Q. What are the highlights of this year’s Inside Out Festival?
Far too many to mention! The festival is a snapshot of the year round programmes we’ve created here at Curve to nurture and develop talent in the region. Every single show stems from a long-term initiative we have here for artists and communities, so it seems unfair to pick favourites! The breadth of the festival is stunning, ranging from our “Breakthrough Artists” (emerging professional theatre-makers) presenting a series of brand new short, experimental shows in a brand new mini-theatre we’re building especially for them; all the way over to our Affiliate Community Group Kaine Management, presenting a celebration of choirs from across the county with hundreds of primary school students.
However, one thing I’m especially proud of is being able to present the first full-length play by our young local playwright-in-residence Ben Weatherill, entitled Chicken Dust (2 May). Ben was in fact appointed our playwright-in-residence as part of last year’s debut Inside Out Festival, and with the support of BBC Writersroom, IdeasTap and Writing East Midlands, we’ve been able to offer Ben industry-leading mentorship, funding and workshop time with actors to develop this stunning new play, which is about farm workers in the Leicestershire countryside. The play has already had a sell-out run at London’s Finborough Theatre, so it’s exciting to bring it home for the festival.
Q. I’m really looking forward to watching Shiv – what captivated you about the production and how did you know it was right for Curve?
Shiv is a beautiful play about a young Punjabi-American woman coming to terms with the death of her father, an Indian poet who moved his family to Illinois seeking a better life. I encountered the play when I read that the writer, Aditi Brennan Kapil, had just become the first ever playwright to have multiple plays longlisted for the incredibly prestigious theatre award, the James Tait Black Prize. Shiv is in fact one of a trilogy of plays that Aditi had written, each taking a Hindu myth as a starting point and thinking about what that might mean in a 21st Century Western world. I was immediately intrigued and thought that this potentially offered something quite exciting for Leicester’s diverse community. Aditi’s agent emailed me all three plays in the trilogy and I immediately fell in love with Shiv.
Q. What was it like working with Aditi Brennan Kapil? Was it easier or more difficult working with a writer based outside the UK?
Aditi’s hectic schedule in America has unfortunately meant that she’s not been able to be with us in rehearsals. I think it’s always a great shame to not have the writer in the rehearsal room when you’re working on a new play – there are so many questions and details that you spend a lot of time trying to solve yourself with the actors, which the writer could explain in three seconds! However we’ve met and talked many times throughout the process of getting the play onstage here, and Aditi very generously said in our first meeting that Shiv was a play where she felt she’d left the most space for a director to develop a production, and that she was happy for me to go off on my own journey with it. Hopefully she likes everything she’s seen!
Q. As a director of a regional theatre, what’s important to you?
I think the things I believe in are all expressed in the Inside Out Festival – a commitment to making exciting new work that nurtures creativity and talent in our local community; and which also offers stories and experiences for our audiences that reflect what is unique to us in this region. I think it’s about a theatre going beyond just being a place for people to engage as customers, but them to also become friends, partners and collaborators – if they want to!
Q. Inside Out Festival celebrates local talent – who should we be looking out for in coming years?
Every single one of our Breakthrough Companies. Another personal victory is that each one of these artists has successfully secured major Arts Council funding to develop their new projects for Inside Out, massively amplifying the impact of our own seed funding and resources. So they’re already well on their way to great things. I’ve mentioned Ben Weatherill earlier; and other names in the Curve family who will be up to great things include theatre-maker Rachael Young, recently awarded a prestigious BBC Performing Arts Fellowship and making quite a stir as part of the Southbank Centre’s Women Of The World Festival programme; spoken word artist Deborah “Debris” Stevenson, recently shortlisted for London Laureate; choreographer Joel Daniel, now Arts Council funded to make the new dance show Burden with Curve and Bristol Tobacco Factory. They are joined by 2Magpies, The Gramophones, Sheep Soup; Off The Fence and Lovers Of Literature Theatre Companies – all fearlessly making brand new theatre that is already touring the country and taking the East Midlands message out there. It’s an exciting time and I hope that people get along to see all of these formidable artists here at Curve during Inside Out from 22 Apr – 6 May.
Curve’s Inside Out Festival takes place 22 April – 6 May.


DIRECTIONS FOR THIS TASK ▸ Pull out every line in the data that has the string "sandbox" in it.

────

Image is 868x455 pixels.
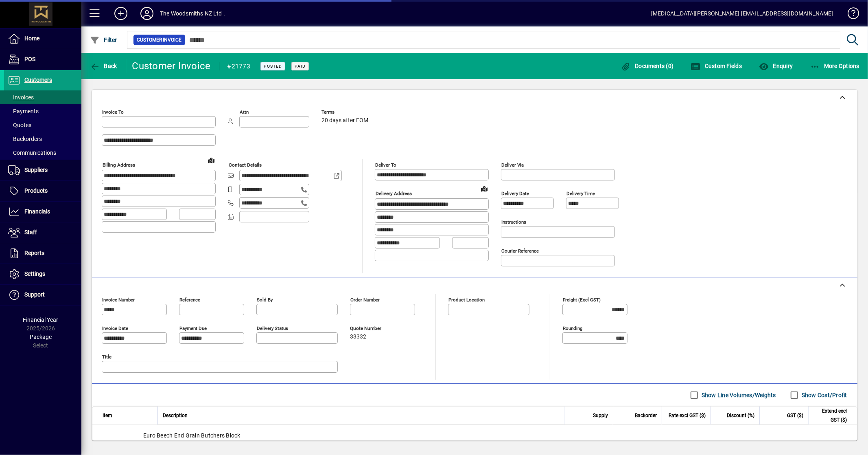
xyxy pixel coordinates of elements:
[351,297,380,303] mat-label: Order number
[102,109,124,115] mat-label: Invoice To
[501,162,524,168] mat-label: Deliver via
[24,208,50,215] span: Financials
[8,122,31,128] span: Quotes
[90,63,118,69] span: Back
[651,7,834,20] div: [MEDICAL_DATA][PERSON_NAME] [EMAIL_ADDRESS][DOMAIN_NAME]
[24,250,44,256] span: Reports
[635,411,657,420] span: Backorder
[4,201,81,222] a: Financials
[350,334,367,340] span: 33332
[30,334,52,340] span: Package
[567,190,595,196] mat-label: Delivery time
[264,63,282,69] span: Posted
[8,150,56,156] span: Communications
[24,35,40,42] span: Home
[163,411,188,420] span: Description
[8,135,42,142] span: Backorders
[4,49,81,70] a: POS
[24,187,48,194] span: Products
[619,59,676,73] button: Documents (0)
[814,406,847,424] span: Extend excl GST ($)
[4,160,81,180] a: Suppliers
[102,354,112,360] mat-label: Title
[669,411,706,420] span: Rate excl GST ($)
[88,33,119,47] button: Filter
[179,297,201,303] mat-label: Reference
[179,325,207,331] mat-label: Payment due
[4,285,81,305] a: Support
[102,325,128,331] mat-label: Invoice date
[8,94,34,100] span: Invoices
[88,59,119,73] button: Back
[240,109,248,115] mat-label: Attn
[24,56,35,63] span: POS
[842,2,858,28] a: Knowledge Base
[788,411,803,420] span: GST ($)
[205,153,218,167] a: View on map
[4,243,81,263] a: Reports
[103,411,112,420] span: Item
[689,59,745,73] button: Custom Fields
[800,391,848,399] label: Show Cost/Profit
[24,229,37,235] span: Staff
[4,29,81,49] a: Home
[24,270,45,277] span: Settings
[132,59,211,72] div: Customer Invoice
[4,118,81,132] a: Quotes
[700,391,776,399] label: Show Line Volumes/Weights
[4,146,81,160] a: Communications
[593,411,608,420] span: Supply
[621,63,674,69] span: Documents (0)
[294,63,306,69] span: Paid
[227,60,251,73] div: #21773
[24,291,45,298] span: Support
[8,108,39,114] span: Payments
[134,6,160,21] button: Profile
[727,411,755,420] span: Discount (%)
[501,248,539,254] mat-label: Courier Reference
[501,219,526,225] mat-label: Instructions
[4,132,81,146] a: Backorders
[81,59,126,73] app-page-header-button: Back
[350,326,399,331] span: Quote number
[24,77,52,83] span: Customers
[4,104,81,118] a: Payments
[90,36,118,43] span: Filter
[501,190,529,196] mat-label: Delivery date
[108,6,134,21] button: Add
[160,7,225,20] div: The Woodsmiths NZ Ltd .
[478,182,491,195] a: View on map
[757,59,795,73] button: Enquiry
[4,181,81,201] a: Products
[24,167,48,173] span: Suppliers
[257,325,288,331] mat-label: Delivery status
[4,90,81,104] a: Invoices
[563,325,582,331] mat-label: Rounding
[322,118,369,124] span: 20 days after EOM
[4,222,81,243] a: Staff
[257,297,273,303] mat-label: Sold by
[563,297,601,303] mat-label: Freight (excl GST)
[4,264,81,284] a: Settings
[322,109,370,115] span: Terms
[376,162,397,168] mat-label: Deliver To
[809,59,862,73] button: More Options
[137,36,182,44] span: Customer Invoice
[759,63,793,69] span: Enquiry
[448,297,485,303] mat-label: Product location
[102,297,135,303] mat-label: Invoice number
[691,63,743,69] span: Custom Fields
[811,63,860,69] span: More Options
[23,316,59,323] span: Financial Year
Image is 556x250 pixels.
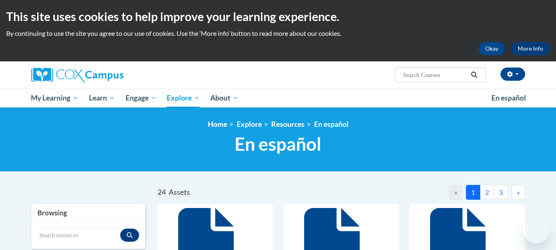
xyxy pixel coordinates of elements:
span: My Learning [31,93,78,103]
button: Account Settings [501,68,525,81]
iframe: Botón para iniciar la ventana de mensajería [523,217,550,243]
a: About [205,89,244,107]
span: Explore [167,93,200,103]
p: By continuing to use the site you agree to our use of cookies. Use the ‘More info’ button to read... [6,29,550,38]
button: Next [512,185,525,200]
h3: Browsing [37,208,140,218]
a: En español [486,89,532,107]
a: Explore [237,120,262,128]
img: Cox Campus [31,68,124,82]
a: En español [314,120,349,128]
button: 2 [480,185,495,200]
span: Engage [126,93,156,103]
a: Home [208,120,227,128]
a: Engage [120,89,162,107]
span: Learn [89,93,115,103]
a: More Info [511,42,550,55]
span: About [210,93,238,103]
span: En español [492,93,526,102]
nav: Pagination Navigation [341,185,525,200]
a: Resources [271,120,305,128]
span: 24 [158,188,166,196]
button: Search [468,70,481,80]
span: Assets [169,188,190,196]
a: Learn [84,89,120,107]
span: En español [235,133,322,155]
input: Search resources [37,229,121,243]
a: Explore [161,89,205,107]
a: My Learning [26,89,84,107]
button: 1 [466,185,481,200]
div: Main menu [19,89,538,107]
input: Search Courses [402,70,468,80]
button: Okay [479,42,505,55]
button: 3 [494,185,509,200]
span: » [517,188,520,196]
button: Search resources [120,229,139,242]
h2: This site uses cookies to help improve your learning experience. [6,8,550,25]
a: Cox Campus [31,68,188,82]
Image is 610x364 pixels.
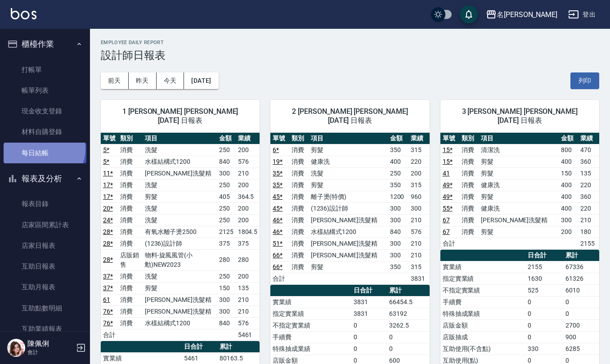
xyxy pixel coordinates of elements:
[387,343,429,354] td: 0
[118,203,142,214] td: 消費
[570,72,600,89] button: 列印
[101,352,182,364] td: 實業績
[236,133,260,144] th: 業績
[459,167,479,179] td: 消費
[459,133,479,144] th: 類別
[308,226,388,238] td: 水樣結構式1200
[236,306,260,317] td: 210
[578,203,600,214] td: 220
[308,179,388,191] td: 剪髮
[290,179,308,191] td: 消費
[526,250,563,261] th: 日合計
[118,144,142,156] td: 消費
[440,284,526,296] td: 不指定實業績
[217,341,260,353] th: 累計
[559,167,578,179] td: 150
[526,273,563,284] td: 1630
[563,308,600,320] td: 0
[308,156,388,167] td: 健康洗
[409,167,430,179] td: 200
[142,238,217,249] td: (1236)設計師
[217,317,236,329] td: 840
[526,343,563,354] td: 330
[118,156,142,167] td: 消費
[459,214,479,226] td: 消費
[142,156,217,167] td: 水樣結構式1200
[479,214,559,226] td: [PERSON_NAME]洗髮精
[440,133,600,250] table: a dense table
[217,179,236,191] td: 250
[559,203,578,214] td: 400
[3,319,86,339] a: 互助業績報表
[217,167,236,179] td: 300
[236,203,260,214] td: 200
[559,214,578,226] td: 300
[559,144,578,156] td: 800
[217,226,236,238] td: 2125
[409,133,430,144] th: 業績
[3,142,86,163] a: 每日結帳
[142,282,217,294] td: 剪髮
[559,191,578,203] td: 400
[409,156,430,167] td: 220
[308,133,388,144] th: 項目
[409,214,430,226] td: 210
[270,133,290,144] th: 單號
[388,238,409,249] td: 300
[236,156,260,167] td: 576
[290,238,308,249] td: 消費
[578,156,600,167] td: 360
[479,144,559,156] td: 清潔洗
[578,133,600,144] th: 業績
[11,8,36,19] img: Logo
[526,320,563,331] td: 0
[217,191,236,203] td: 405
[387,285,429,297] th: 累計
[217,282,236,294] td: 150
[452,107,588,125] span: 3 [PERSON_NAME] [PERSON_NAME] [DATE] 日報表
[217,306,236,317] td: 300
[236,191,260,203] td: 364.5
[142,294,217,306] td: [PERSON_NAME]洗髮精
[440,331,526,343] td: 店販抽成
[409,226,430,238] td: 576
[578,179,600,191] td: 220
[3,215,86,235] a: 店家區間累計表
[479,226,559,238] td: 剪髮
[526,284,563,296] td: 525
[387,331,429,343] td: 0
[479,156,559,167] td: 剪髮
[3,60,86,80] a: 打帳單
[270,273,290,284] td: 合計
[236,282,260,294] td: 135
[409,273,430,284] td: 3831
[236,179,260,191] td: 200
[308,214,388,226] td: [PERSON_NAME]洗髮精
[290,191,308,203] td: 消費
[3,298,86,319] a: 互助點數明細
[236,214,260,226] td: 200
[118,191,142,203] td: 消費
[101,72,129,89] button: 前天
[388,214,409,226] td: 300
[3,276,86,297] a: 互助月報表
[409,179,430,191] td: 315
[3,194,86,214] a: 報表目錄
[352,331,387,343] td: 0
[3,122,86,142] a: 材料自購登錄
[217,203,236,214] td: 250
[118,238,142,249] td: 消費
[409,191,430,203] td: 960
[440,343,526,354] td: 互助使用(不含點)
[236,226,260,238] td: 1804.5
[236,329,260,340] td: 5461
[479,167,559,179] td: 剪髮
[217,352,260,364] td: 80163.5
[388,133,409,144] th: 金額
[7,339,25,357] img: Person
[236,317,260,329] td: 576
[290,167,308,179] td: 消費
[142,306,217,317] td: [PERSON_NAME]洗髮精
[409,238,430,249] td: 210
[565,6,600,23] button: 登出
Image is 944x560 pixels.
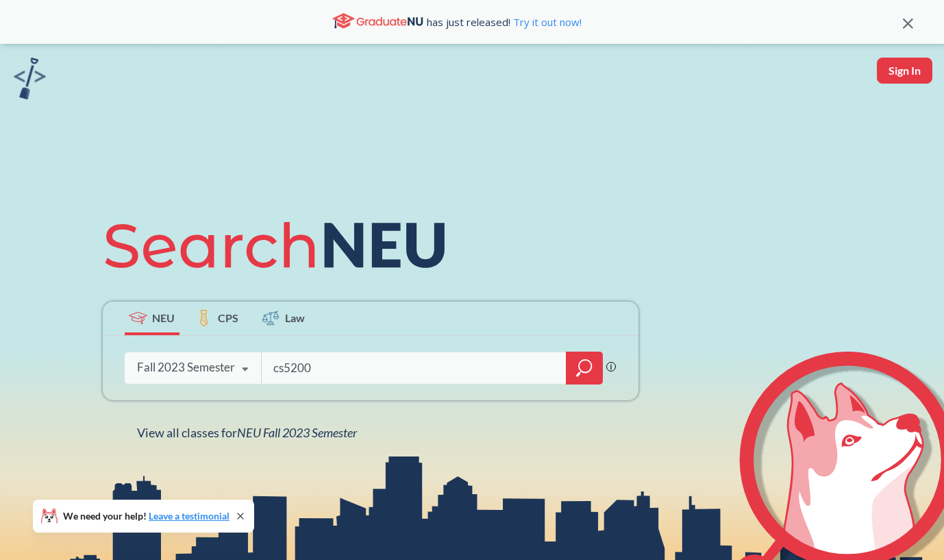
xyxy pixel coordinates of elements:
[63,511,229,521] span: We need your help!
[237,425,356,440] span: NEU Fall 2023 Semester
[149,509,229,521] a: Leave a testimonial
[13,57,46,100] img: sandbox logo
[427,14,582,29] span: has just released!
[137,360,235,375] div: Fall 2023 Semester
[13,57,46,103] a: sandbox logo
[510,15,582,29] a: Try it out now!
[877,57,932,84] button: Sign In
[566,351,602,384] div: magnifying glass
[576,358,592,377] svg: magnifying glass
[218,310,238,326] span: CPS
[137,425,356,440] span: View all classes for
[152,310,175,326] span: NEU
[272,353,557,382] input: Class, professor, course number, "phrase"
[285,310,305,326] span: Law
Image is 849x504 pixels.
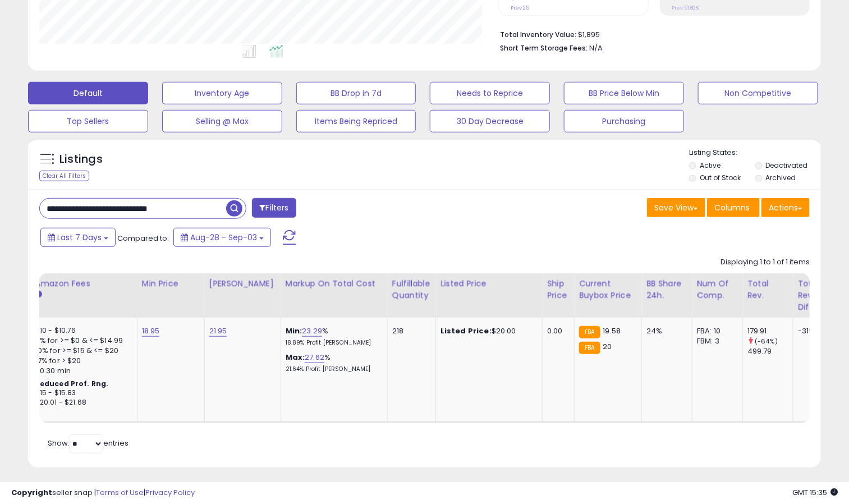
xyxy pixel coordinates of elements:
a: Privacy Policy [145,487,195,497]
p: 18.89% Profit [PERSON_NAME] [285,339,379,346]
div: -319.88 [798,326,824,336]
span: Last 7 Days [57,231,102,243]
th: The percentage added to the cost of goods (COGS) that forms the calculator for Min & Max prices. [281,273,387,317]
b: Min: [285,325,303,336]
div: FBM: 3 [697,336,734,346]
button: BB Drop in 7d [296,82,417,104]
label: Active [700,160,721,170]
button: Aug-28 - Sep-03 [174,227,271,247]
button: Needs to Reprice [430,82,550,104]
button: Inventory Age [162,82,282,104]
strong: Copyright [11,487,52,497]
div: 24% [647,326,683,336]
span: N/A [590,43,603,53]
div: $15 - $15.83 [35,388,128,398]
div: 5% for >= $0 & <= $14.99 [35,335,128,346]
small: Amazon Fees. [35,289,42,299]
button: BB Price Below Min [564,82,684,104]
a: 23.29 [302,325,322,336]
div: [PERSON_NAME] [210,278,276,289]
span: Columns [715,202,750,213]
small: FBA [580,342,600,354]
label: Out of Stock [700,173,741,182]
div: BB Share 24h. [647,278,687,301]
div: 17% for > $20 [35,356,128,366]
div: % [285,326,379,346]
span: Compared to: [117,233,169,243]
span: 19.58 [603,325,621,336]
button: Items Being Repriced [296,110,417,132]
div: Ship Price [547,278,570,301]
div: Listed Price [440,278,538,289]
b: Listed Price: [440,325,492,336]
span: Aug-28 - Sep-03 [190,231,257,243]
b: Reduced Prof. Rng. [35,378,109,388]
label: Deactivated [766,160,808,170]
div: 179.91 [748,326,793,336]
div: 0.00 [547,326,566,336]
b: Max: [285,352,305,362]
div: Min Price [142,278,200,289]
button: Filters [252,198,296,217]
div: $20.00 [440,326,534,336]
div: $10 - $10.76 [35,326,128,335]
div: FBA: 10 [697,326,734,336]
button: Selling @ Max [162,110,282,132]
button: Default [28,82,148,104]
small: FBA [580,326,600,338]
p: Listing States: [689,148,821,158]
button: Actions [762,198,810,217]
button: Columns [707,198,760,217]
a: Terms of Use [96,487,144,497]
div: 499.79 [748,346,793,356]
button: Top Sellers [28,110,148,132]
div: Displaying 1 to 1 of 1 items [721,257,810,267]
button: Save View [647,198,705,217]
span: 2025-09-12 15:35 GMT [792,487,838,497]
div: $20.01 - $21.68 [35,398,128,407]
b: Total Inventory Value: [500,30,576,39]
p: 21.64% Profit [PERSON_NAME] [285,365,379,373]
li: $1,895 [500,27,802,41]
button: Purchasing [564,110,684,132]
div: $0.30 min [35,366,128,376]
div: seller snap | | [11,487,195,498]
a: 27.62 [305,352,325,363]
div: Markup on Total Cost [285,278,383,289]
div: 218 [393,326,427,336]
b: Short Term Storage Fees: [500,43,588,53]
button: Last 7 Days [41,227,116,247]
div: Current Buybox Price [580,278,637,301]
div: 10% for >= $15 & <= $20 [35,346,128,356]
div: Total Rev. Diff. [798,278,828,313]
small: Prev: 25 [511,5,529,11]
div: Clear All Filters [39,170,89,181]
div: Total Rev. [748,278,788,301]
a: 18.95 [142,325,160,336]
span: Show: entries [48,438,128,448]
div: Fulfillable Quantity [393,278,431,301]
button: 30 Day Decrease [430,110,550,132]
h5: Listings [59,152,102,167]
div: % [285,352,379,373]
button: Non Competitive [698,82,818,104]
div: Amazon Fees [35,278,132,289]
span: 20 [603,341,612,352]
div: Num of Comp. [697,278,738,301]
a: 21.95 [210,325,228,336]
small: (-64%) [755,336,778,346]
label: Archived [766,173,796,182]
small: Prev: 51.82% [673,5,700,11]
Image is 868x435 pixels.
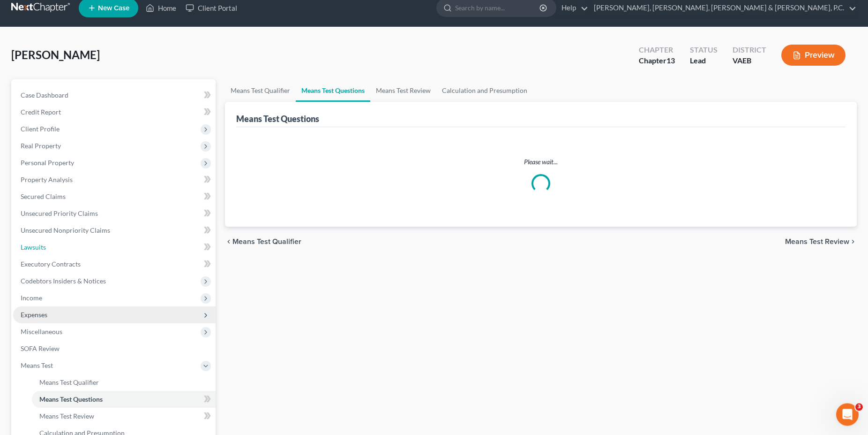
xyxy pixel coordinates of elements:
div: District [733,45,767,55]
button: Preview [781,45,845,66]
i: chevron_left [225,237,233,245]
p: Please wait... [244,157,838,166]
iframe: Intercom live chat [836,403,859,426]
a: Means Test Qualifier [32,374,215,390]
span: Means Test Questions [39,395,103,403]
button: chevron_left Means Test Qualifier [225,237,301,245]
span: Property Analysis [20,176,73,184]
a: Calculation and Presumption [436,79,533,102]
div: Means Test Questions [237,113,319,124]
a: Credit Report [13,104,215,120]
span: [PERSON_NAME] [11,48,100,62]
span: SOFA Review [20,344,59,352]
span: Client Profile [20,125,59,133]
span: 13 [667,55,675,65]
a: Means Test Questions [296,79,370,102]
a: Lawsuits [13,239,215,255]
a: SOFA Review [13,340,215,357]
span: 3 [856,403,863,411]
a: Means Test Review [32,408,215,425]
span: Codebtors Insiders & Notices [20,276,106,285]
span: Means Test Qualifier [233,237,301,245]
span: Unsecured Nonpriority Claims [20,226,110,234]
span: Personal Property [20,159,74,166]
div: Chapter [639,45,675,55]
span: Credit Report [20,108,61,116]
span: Means Test Review [39,412,94,420]
span: Income [20,294,42,301]
a: Executory Contracts [13,255,215,273]
span: Real Property [20,141,61,150]
span: Means Test Review [785,237,849,245]
span: New Case [98,5,130,12]
span: Unsecured Priority Claims [20,209,98,217]
span: Expenses [20,311,48,319]
span: Miscellaneous [20,327,62,335]
span: Executory Contracts [20,260,80,268]
span: Means Test [20,361,53,369]
i: chevron_right [849,237,857,245]
span: Case Dashboard [20,91,69,99]
div: Status [690,45,718,55]
div: Lead [690,55,718,66]
a: Unsecured Priority Claims [13,205,215,222]
a: Property Analysis [13,171,215,188]
span: Secured Claims [20,192,66,200]
span: Means Test Qualifier [39,378,99,386]
a: Means Test Review [370,79,436,102]
div: VAEB [733,55,767,66]
a: Means Test Qualifier [225,79,296,102]
a: Secured Claims [13,188,215,205]
a: Means Test Questions [32,390,215,408]
a: Case Dashboard [13,87,215,104]
a: Unsecured Nonpriority Claims [13,222,215,239]
span: Lawsuits [20,243,46,251]
button: Means Test Review chevron_right [785,237,857,245]
div: Chapter [639,55,675,66]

────

SOLUTION FOR THIS PROBLEM ▸
[13,57,46,100] img: sandbox logo
[13,57,46,103] a: sandbox logo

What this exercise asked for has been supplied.